The Story
Why it exists.
The beginning
Wish of Hope landed in 2009 with a name that says exactly what it was designed to do. Avon, the house built on accessibility and personal recommendation, created this fragrance as an expression of possibility, the olfactory equivalent of believing something good might happen. The brief was simple: a scent that felt like a good morning, not a grand entrance. delicate florals and juicy fruit were chosen to convey lightness and warmth, while a woody base kept the composition grounded enough for daily wear. It wasn't trying to rival niche perfumery. It was trying to be the fragrance your neighbor hands you because she loves it and thinks you will too.
What makes Wish of Hope unusual for its category is the balance between its delicate opening and its woody drydown. Many floral-fruity fragrances lean entirely into sweetness, relying on sheer top notes that dissipate within the hour. Wish of Hope instead uses a woodsy base to extend the fruit's warmth into the wearer's skin, creating a drydown that feels intentional rather than like the fragrance simply ran out of ideas.

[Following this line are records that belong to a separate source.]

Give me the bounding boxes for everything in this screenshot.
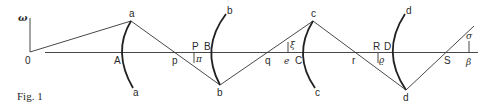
label-xi: ξ <box>290 40 296 50</box>
omega-label: ω <box>18 12 28 23</box>
label-D: D <box>384 41 391 52</box>
label-sigma: σ <box>466 31 473 41</box>
label-b-bottom: b <box>217 87 223 98</box>
diagram-svg: ω 0 a a A p P π B b b q ξ e C c c r R ϱ … <box>0 0 493 108</box>
arc-b <box>211 14 226 85</box>
label-P: P <box>192 41 199 52</box>
label-c-top: c <box>311 8 316 19</box>
label-B: B <box>204 41 211 52</box>
label-e: e <box>284 56 289 66</box>
label-beta: β <box>465 57 471 67</box>
label-b-top: b <box>227 5 233 16</box>
zigzag-path <box>30 21 474 90</box>
label-d-top: d <box>406 5 412 16</box>
label-A: A <box>114 55 121 66</box>
label-S: S <box>444 55 451 66</box>
arc-d <box>393 14 406 90</box>
label-pi: π <box>195 54 203 64</box>
label-rho: ϱ <box>379 55 385 65</box>
label-r: r <box>352 55 356 66</box>
figure-caption: Fig. 1 <box>17 90 43 102</box>
label-c-bottom: c <box>315 87 320 98</box>
label-a-top: a <box>129 8 135 19</box>
arc-c <box>303 21 315 88</box>
label-q: q <box>265 55 271 66</box>
arc-a <box>122 21 133 88</box>
label-p: p <box>172 55 178 66</box>
origin-label: 0 <box>25 55 31 66</box>
figure-canvas: ω 0 a a A p P π B b b q ξ e C c c r R ϱ … <box>0 0 493 108</box>
label-C: C <box>295 55 302 66</box>
label-R: R <box>373 41 380 52</box>
label-d-bottom: d <box>403 92 409 103</box>
label-a-bottom: a <box>133 87 139 98</box>
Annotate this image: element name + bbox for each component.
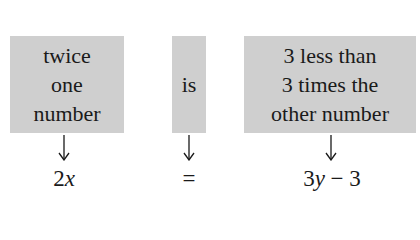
- equals-sign: =: [176, 166, 202, 192]
- down-arrow-icon: [182, 135, 196, 161]
- expression-2x: 2x: [44, 166, 84, 192]
- phrase-line: number: [33, 99, 100, 128]
- down-arrow-icon: [57, 135, 71, 161]
- phrase-box-is: is: [172, 36, 206, 133]
- phrase-line: is: [182, 70, 197, 99]
- down-arrow-icon: [324, 135, 338, 161]
- phrase-line: twice: [43, 41, 91, 70]
- coefficient: 3: [303, 166, 315, 191]
- variable-y: y: [315, 166, 325, 191]
- phrase-line: 3 times the: [282, 70, 379, 99]
- phrase-box-3-less-than: 3 less than 3 times the other number: [244, 36, 416, 133]
- phrase-line: other number: [271, 99, 389, 128]
- coefficient: 2: [53, 166, 65, 191]
- equals-symbol: =: [183, 166, 196, 191]
- phrase-line: 3 less than: [284, 41, 377, 70]
- expression-3y-minus-3: 3y − 3: [282, 166, 382, 192]
- minus-three: − 3: [325, 166, 361, 191]
- phrase-line: one: [51, 70, 83, 99]
- variable-x: x: [65, 166, 75, 191]
- phrase-box-twice-one-number: twice one number: [10, 36, 124, 133]
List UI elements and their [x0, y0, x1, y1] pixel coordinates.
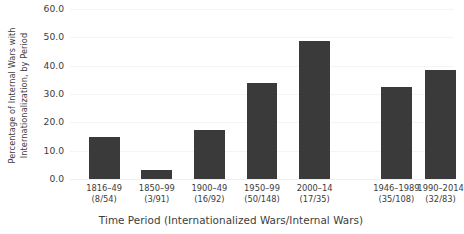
x-tick-period: 2000–14 — [297, 183, 333, 194]
x-tick-counts: (16/92) — [191, 194, 227, 205]
y-axis-tick-label: 50.0 — [30, 33, 64, 42]
y-axis-title-line-1: Percentage of Internal Wars with — [7, 27, 19, 163]
x-tick-counts: (35/108) — [373, 194, 419, 205]
x-tick-counts: (8/54) — [86, 194, 122, 205]
y-axis-tick-labels: 0.010.020.030.040.050.060.0 — [30, 9, 64, 179]
x-tick-counts: (32/83) — [417, 194, 463, 205]
x-axis-tick-labels: 1816–49(8/54)1850–99(3/91)1900–49(16/92)… — [70, 183, 454, 213]
x-tick-period: 1850–99 — [139, 183, 175, 194]
x-axis-tick-label: 2000–14(17/35) — [297, 183, 333, 205]
bar — [89, 137, 120, 179]
y-axis-tick-label: 20.0 — [30, 118, 64, 127]
y-axis-title-line-2: Internationalization, by Period — [18, 27, 30, 163]
x-tick-period: 1900–49 — [191, 183, 227, 194]
x-axis-tick-label: 1946–1989(35/108) — [373, 183, 419, 205]
x-axis-tick-label: 1850–99(3/91) — [139, 183, 175, 205]
x-axis-tick-label: 1900–49(16/92) — [191, 183, 227, 205]
plot-area — [70, 9, 454, 179]
x-axis-tick-label: 1990–2014(32/83) — [417, 183, 463, 205]
x-tick-period: 1816–49 — [86, 183, 122, 194]
x-tick-counts: (3/91) — [139, 194, 175, 205]
x-axis-tick-label: 1950–99(50/148) — [244, 183, 280, 205]
bar-series — [70, 9, 454, 179]
y-axis-tick-label: 40.0 — [30, 61, 64, 70]
y-axis-tick-label: 60.0 — [30, 4, 64, 13]
x-tick-counts: (50/148) — [244, 194, 280, 205]
x-tick-period: 1950–99 — [244, 183, 280, 194]
bar — [381, 87, 412, 179]
x-tick-period: 1946–1989 — [373, 183, 419, 194]
bar — [425, 70, 456, 179]
x-tick-period: 1990–2014 — [417, 183, 463, 194]
y-axis-tick-label: 0.0 — [30, 174, 64, 183]
x-axis-title: Time Period (Internationalized Wars/Inte… — [0, 214, 462, 227]
bar — [247, 83, 278, 179]
y-axis-tick-label: 10.0 — [30, 146, 64, 155]
bar — [194, 130, 225, 179]
bar — [299, 41, 330, 179]
y-axis-tick-label: 30.0 — [30, 89, 64, 98]
x-axis-tick-label: 1816–49(8/54) — [86, 183, 122, 205]
gridline — [70, 179, 454, 180]
x-tick-counts: (17/35) — [297, 194, 333, 205]
bar — [141, 170, 172, 179]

The synthetics in the composition keep the florals translucent and prevent the fruit from cloying, a practical choice that also gives the fragrance its clean, modern character.
The evolution
The opening hits immediately, translucent florals and juicy fruit that feels like biting into something just picked. Bright, almost startling in its clarity. The sweetness settles and the florals deepen, becoming more substantial while the fruit takes on a softer, rounder quality. The woods arrive quietly, not interrupting but anchoring, keeping the florals from floating away entirely. Once the top notes have fully yielded to the drydown, warm skin-close woods emerge with a whisper of fruit at the edges. This is an intimate fragrance. It stays close, never filling a room, working best when someone is near enough to notice rather than across it. The woody drydown carries the final act.
Cultural impact
Wish of Hope doesn't try to compete with fragrances that cost three times the price. It exists in the space where scent becomes experience rather than status, the fragrance someone reaches for on a Tuesday morning not because it will impress but because it will help. Wearers tend to describe it as quietly reliable: a scent that doesn't demand attention but earns it through consistency. For those drawn to floral-fruity compositions with a woody backbone, Wish of Hope sits alongside options like Britney Spears Curious and Chanel Chance Eau Tendre as a gentler, more accessible interpretation of the same brief.